■ **EXERCISE DESCRIPTION**
Reproduce, from the lines below, exactly the stretch that begins at the line containing "You are a GUI" and ends at the line containing "This screenshot has width=829, height=504.", both included.
====== SUPPLIED DATA ======
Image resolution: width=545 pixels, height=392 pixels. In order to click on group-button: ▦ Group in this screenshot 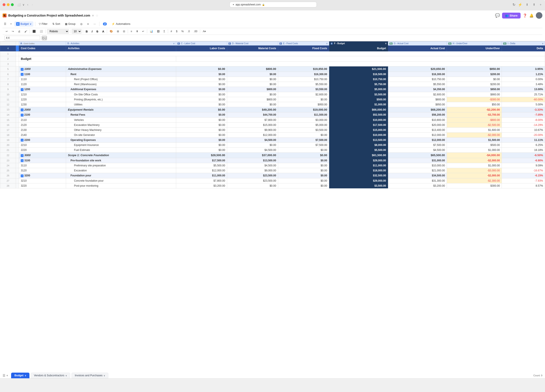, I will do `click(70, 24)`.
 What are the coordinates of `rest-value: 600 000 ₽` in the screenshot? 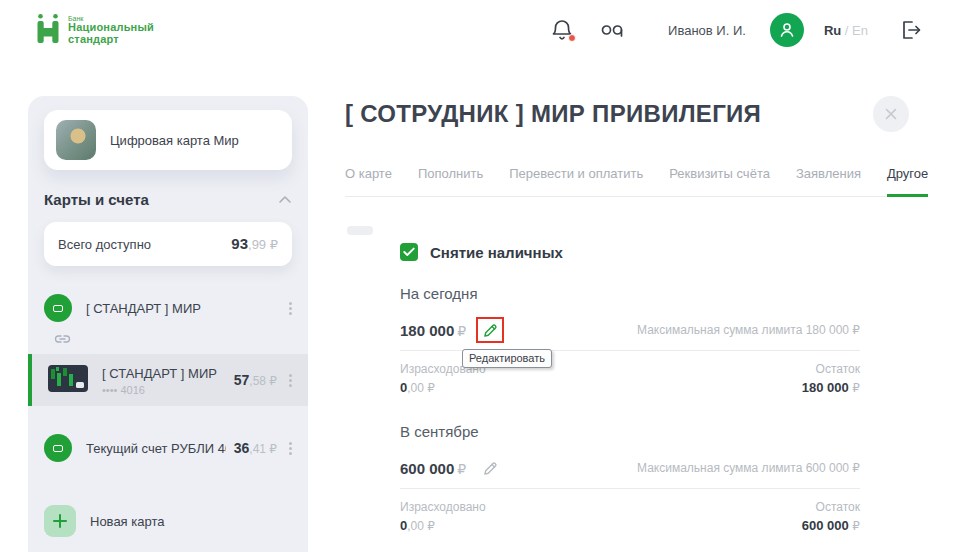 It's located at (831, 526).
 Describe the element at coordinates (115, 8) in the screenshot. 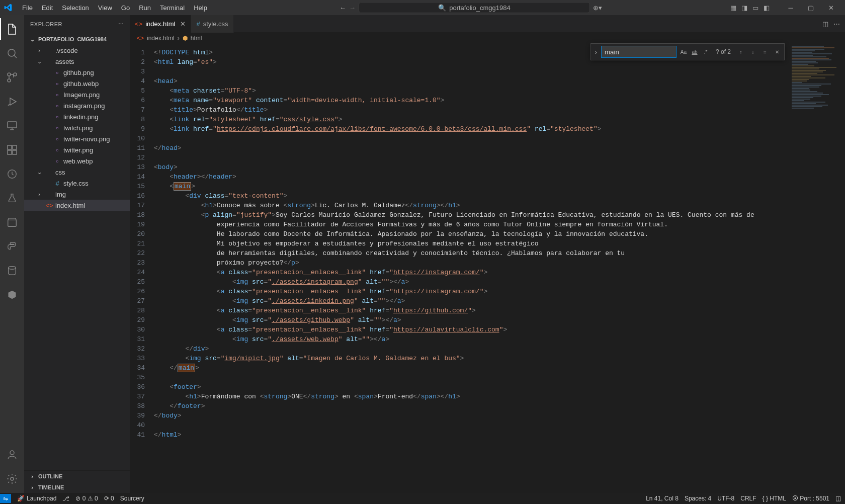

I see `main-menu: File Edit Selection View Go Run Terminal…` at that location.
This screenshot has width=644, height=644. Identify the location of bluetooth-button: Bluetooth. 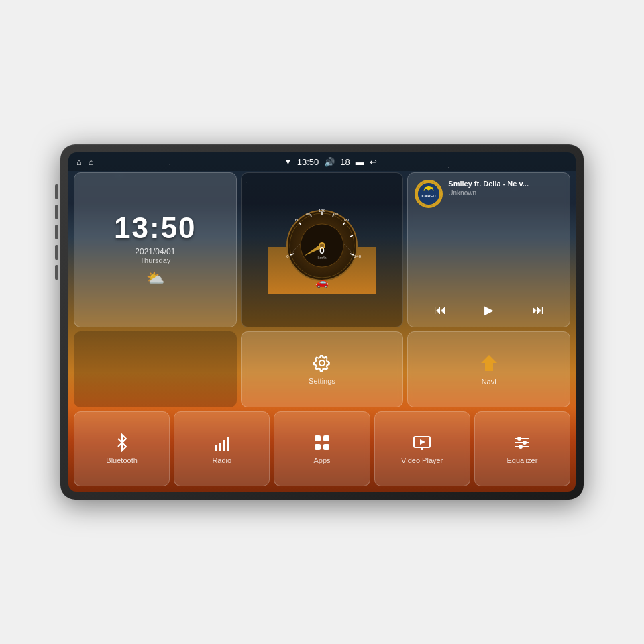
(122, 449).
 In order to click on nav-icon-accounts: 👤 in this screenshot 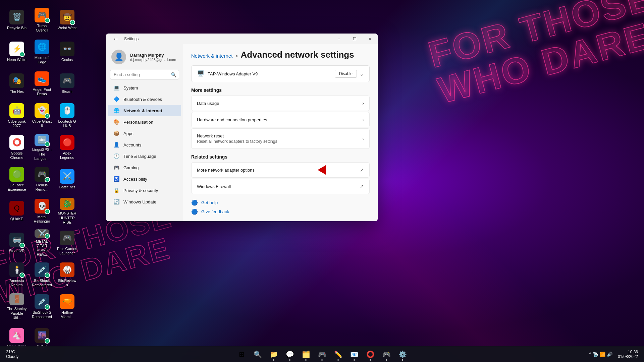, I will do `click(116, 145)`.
======
====== SUPPLIED DATA ======
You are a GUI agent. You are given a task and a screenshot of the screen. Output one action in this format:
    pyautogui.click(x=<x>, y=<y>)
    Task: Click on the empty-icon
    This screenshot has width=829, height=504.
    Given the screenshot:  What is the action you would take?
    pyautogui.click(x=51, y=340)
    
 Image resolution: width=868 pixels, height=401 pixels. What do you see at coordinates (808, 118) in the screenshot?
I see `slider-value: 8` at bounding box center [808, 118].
======
====== SUPPLIED DATA ======
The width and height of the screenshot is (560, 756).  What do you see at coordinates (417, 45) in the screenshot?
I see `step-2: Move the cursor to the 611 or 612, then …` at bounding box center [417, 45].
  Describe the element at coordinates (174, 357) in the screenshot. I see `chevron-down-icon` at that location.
======
■ **RESPONSE FOR THIS EXERCISE**
You are a GUI agent. You are given a task and a screenshot of the screen. Output one action in this format:
    pyautogui.click(x=<x>, y=<y>)
    Task: Click on the empty-icon
    This screenshot has width=829, height=504.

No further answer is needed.